Since file transfers seem to be working ok but there is a problem browsing
network file shares and you are running AD in non-integrated DNS mode I
would start there.

Check to make sure your SRV records are making it into your DNS server for
each of the file server. Make sure that all your secondary DNS servers are
getting the SRV records properly from the primary. If that is not happening
that could cause some delay (I doubt 30 seconds though).

Are all your hosts doing DHCP? Is the DHCP server doing dynamic updates
into your DNS server correctly, reverse records making it into the mix also?
Oh - I am assuming we are routing on your network and it isn't bridged so
you either have multiple DHCP servers each managing a local scope or a
single at the hub site that has multiple scopes and you are using
dhcp-helper on the routers.

Also, make sure all the local hosts on remote subnets are doing queries
against the right AD server (which I am assuming for the remote locations is
doing DNS also). You might have to modify the local scope properties to
make that happen if you are using a central DHCP server. Make sure you
local client machines have all the correct configuration information for
their given subnets. Do they have your internal DNS servers entered first?
Not having your internal DNS servers first could cause the sort of delay
problems you are indicating. You would have to wait for a timeout while the
public DNS server search for something they cannot find.

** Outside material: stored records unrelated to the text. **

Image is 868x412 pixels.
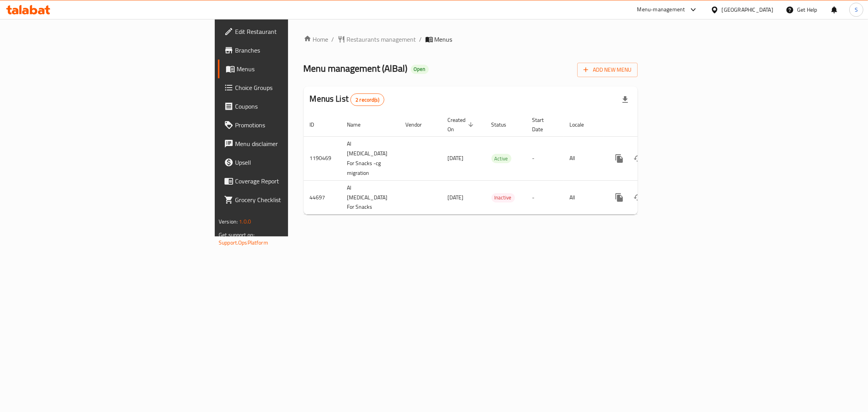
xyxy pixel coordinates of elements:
div: [GEOGRAPHIC_DATA] [722,6,773,14]
table: enhanced table [304,113,691,215]
h2: Menus List [310,93,384,106]
span: Get support on: [219,230,254,240]
div: Inactive [491,193,515,203]
span: Menu management ( AlBal ) [304,60,407,77]
div: Menu-management [637,5,685,14]
span: Menu disclaimer [235,139,353,148]
td: - [527,180,564,215]
td: Al [MEDICAL_DATA] For Snacks -cg migration [341,136,399,180]
a: Edit Restaurant [218,23,360,41]
span: Choice Groups [235,83,353,93]
a: Menus [218,60,360,78]
button: Add New Menu [577,63,638,77]
span: 1.0.0 [239,216,251,227]
a: Upsell [218,153,360,171]
button: Change Status [629,149,647,168]
button: more [610,188,629,207]
div: Export file [616,90,634,109]
span: Grocery Checklist [235,196,353,204]
span: Menus [435,35,453,44]
td: All [564,180,604,215]
span: Inactive [491,193,515,202]
a: Coverage Report [218,171,360,191]
li: / [420,35,422,44]
span: [DATE] [448,153,464,163]
button: Change Status [629,188,647,207]
span: Branches [235,46,353,55]
span: Start Date [532,115,554,134]
div: Active [491,154,511,163]
span: Open [411,66,428,72]
a: Coupons [218,97,360,116]
a: Support.OpsPlatform [219,237,268,248]
span: Name [347,120,371,130]
span: ID [310,120,324,130]
a: Restaurants management [337,35,416,44]
span: Status [491,120,517,130]
a: Menu disclaimer [218,134,360,153]
span: Edit Restaurant [235,27,353,36]
span: Restaurants management [347,35,416,44]
span: Vendor [406,120,432,130]
span: Coupons [235,101,353,111]
th: Actions [604,113,691,137]
a: Choice Groups [218,78,360,97]
span: Version: [219,216,238,227]
button: more [610,149,629,168]
td: Al [MEDICAL_DATA] For Snacks [341,180,399,215]
span: Created On [448,115,476,134]
span: Add New Menu [584,65,631,75]
a: Branches [218,41,360,60]
td: All [564,136,604,180]
td: - [527,136,564,180]
span: [DATE] [448,192,464,203]
span: Promotions [235,121,353,130]
span: 2 record(s) [351,97,384,104]
div: Total records count [350,93,384,106]
a: Promotions [218,116,360,134]
nav: breadcrumb [304,35,638,44]
span: Upsell [235,158,353,167]
a: Grocery Checklist [218,191,360,209]
span: Coverage Report [235,176,353,186]
span: Active [491,154,511,163]
div: Open [411,64,428,74]
span: Menus [237,64,353,73]
span: S [855,6,858,14]
span: Locale [570,120,594,130]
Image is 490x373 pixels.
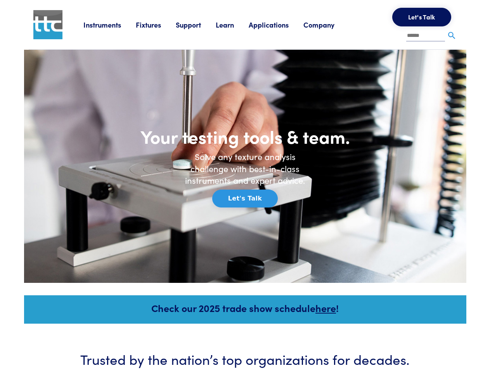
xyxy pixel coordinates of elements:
a: here [316,301,336,314]
a: Instruments [83,20,136,29]
h3: Trusted by the nation’s top organizations for decades. [47,349,443,368]
h5: Check our 2025 trade show schedule ! [35,301,456,314]
img: ttc_logo_1x1_v1.0.png [33,10,62,39]
button: Let's Talk [212,189,278,207]
h6: Solve any texture analysis challenge with best-in-class instruments and expert advice. [179,151,311,186]
a: Fixtures [136,20,176,29]
button: Let's Talk [392,8,451,26]
a: Applications [249,20,303,29]
a: Support [176,20,216,29]
a: Company [303,20,349,29]
a: Learn [216,20,249,29]
h1: Your testing tools & team. [113,125,377,147]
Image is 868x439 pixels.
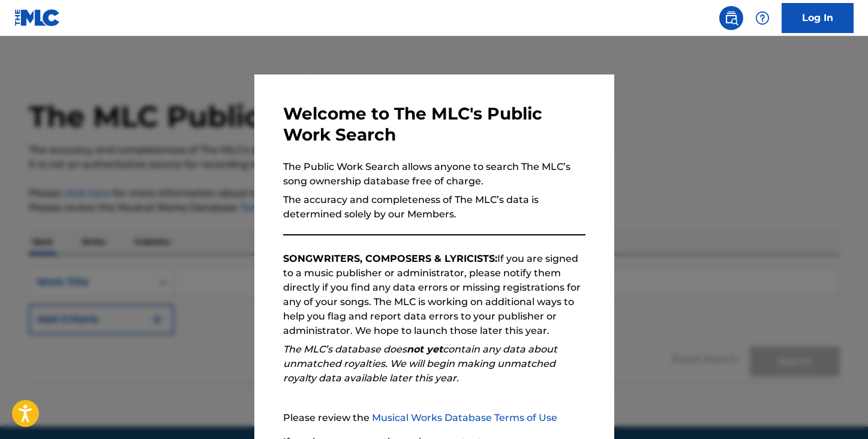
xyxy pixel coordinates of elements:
[283,411,585,425] p: Please review the
[750,6,775,30] div: Help
[782,3,853,33] a: Log In
[283,160,585,188] p: The Public Work Search allows anyone to search The MLC’s song ownership database free of charge.
[15,9,61,26] img: MLC Logo
[724,11,739,26] img: search
[283,193,585,221] p: The accuracy and completeness of The MLC’s data is determined solely by our Members.
[407,343,442,355] strong: not yet
[283,343,557,383] em: The MLC’s database does contain any data about unmatched royalties. We will begin making unmatche...
[372,412,557,423] a: Musical Works Database Terms of Use
[283,253,497,264] strong: SONGWRITERS, COMPOSERS & LYRICISTS:
[283,103,585,145] h3: Welcome to The MLC's Public Work Search
[719,6,743,30] a: Public Search
[283,251,585,338] p: If you are signed to a music publisher or administrator, please notify them directly if you find ...
[756,11,769,26] img: help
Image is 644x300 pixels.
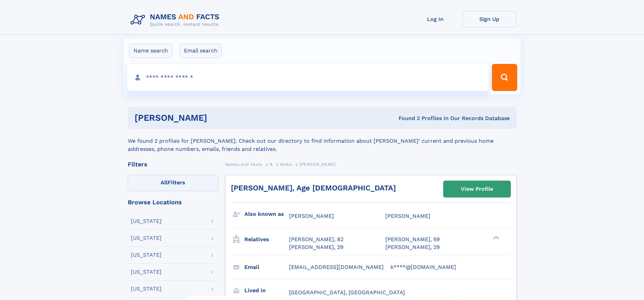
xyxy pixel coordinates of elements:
[289,243,344,251] a: [PERSON_NAME], 29
[131,235,162,241] div: [US_STATE]
[127,199,219,205] div: Browse Locations
[245,261,289,273] h3: Email
[131,219,162,224] div: [US_STATE]
[289,213,335,219] span: [PERSON_NAME]
[131,269,162,275] div: [US_STATE]
[129,44,173,58] label: Name search
[270,162,273,167] span: B
[303,115,510,122] div: Found 2 Profiles In Our Records Database
[226,160,262,168] a: Names and Facts
[280,162,292,167] span: Binks
[386,235,440,243] a: [PERSON_NAME], 59
[463,11,517,28] a: Sign Up
[491,235,500,240] div: ❯
[127,175,219,191] label: Filters
[245,234,289,245] h3: Relatives
[386,213,430,219] span: [PERSON_NAME]
[280,160,292,168] a: Binks
[161,179,168,185] span: All
[386,243,440,251] a: [PERSON_NAME], 29
[444,181,511,197] a: View Profile
[127,11,226,29] img: Logo Names and Facts
[270,160,273,168] a: B
[461,181,493,197] div: View Profile
[179,44,222,58] label: Email search
[289,235,344,243] a: [PERSON_NAME], 82
[299,162,336,167] span: [PERSON_NAME]
[245,208,289,220] h3: Also known as
[127,64,490,91] input: search input
[492,64,517,91] button: Search Button
[127,129,517,153] div: We found 2 profiles for [PERSON_NAME]. Check out our directory to find information about [PERSON_...
[289,289,405,296] span: [GEOGRAPHIC_DATA], [GEOGRAPHIC_DATA]
[127,161,219,168] div: Filters
[289,264,384,270] span: [EMAIL_ADDRESS][DOMAIN_NAME]
[408,11,463,28] a: Log In
[131,252,162,257] div: [US_STATE]
[231,184,396,192] a: [PERSON_NAME], Age [DEMOGRAPHIC_DATA]
[135,114,303,122] h1: [PERSON_NAME]
[245,285,289,296] h3: Lived in
[131,286,162,292] div: [US_STATE]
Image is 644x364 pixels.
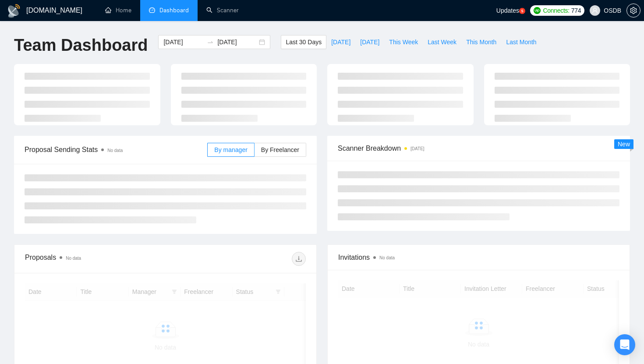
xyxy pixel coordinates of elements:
input: Start date [164,37,203,47]
span: No data [107,148,123,153]
span: Dashboard [160,7,189,14]
div: Proposals [25,252,165,266]
span: Proposal Sending Stats [25,144,207,155]
button: Last 30 Days [281,35,327,49]
span: [DATE] [360,37,379,47]
button: Last Week [422,35,461,49]
span: Connects: [543,6,569,15]
h1: Team Dashboard [14,35,148,56]
text: 5 [521,9,524,13]
img: logo [7,4,21,18]
button: This Week [384,35,422,49]
span: dashboard [149,7,155,13]
span: By Freelancer [261,146,299,153]
img: upwork-logo.png [533,7,540,14]
button: setting [626,3,640,17]
span: No data [66,256,81,261]
a: setting [626,7,640,14]
span: to [207,38,214,46]
span: setting [627,7,640,14]
input: End date [217,37,257,47]
button: Last Month [501,35,541,49]
button: [DATE] [327,35,355,49]
span: 774 [571,6,581,15]
span: Last Week [427,37,456,47]
span: Scanner Breakdown [337,143,619,154]
button: This Month [461,35,501,49]
span: This Week [389,37,418,47]
span: user [592,7,597,13]
span: Invitations [338,252,619,263]
div: Open Intercom Messenger [614,334,635,355]
a: searchScanner [206,7,238,14]
span: Last Month [506,37,536,47]
span: Updates [496,7,519,14]
span: No data [379,255,395,260]
span: This Month [466,37,496,47]
time: [DATE] [410,146,424,151]
span: Last 30 Days [286,37,322,47]
button: [DATE] [355,35,384,49]
span: By manager [214,146,247,153]
span: New [617,140,630,148]
span: [DATE] [331,37,351,47]
a: 5 [519,7,525,14]
a: homeHome [105,7,131,14]
span: swap-right [207,38,214,46]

You shouldn't need WINS at all give the client and server OS's you have so
you might want to shut it off as a test to see if that is effecting
anything.

I would think an AD integrated DNS would be easier for your environment and
if you can go to that without major headache do so. Also, 1 or 4 AD sites
is a non issue.

Hope that helps.
Regards,
Ed Horley
Microsoft MVP Server-Networking
 
G

Guest

Ed,

Thanks for your insight. It has given me some things to consider. Hopefully
I can knock this dead.

One suggestion I received from a colleague was increasing the TCP frame size
or to switch to UDP transport. So I will see if those suggesztions have merit
as well.

Will
 
E

Ed Horley

Will,
Interesting, I doubt it is the TCP window size or a difference of transport
protocol. I have a feeling it is a lookup problem that is causing the issue
due the amount of time it is taking. Most likely something is having to
timeout prior to the next lookup starting. At least that is what my
instincts are telling me. When you do large file transfers, are you doing
them by IP address, FQDN, or hostname? Are you using FTP to do the
transfers or something else (SCP, tftp, etc)?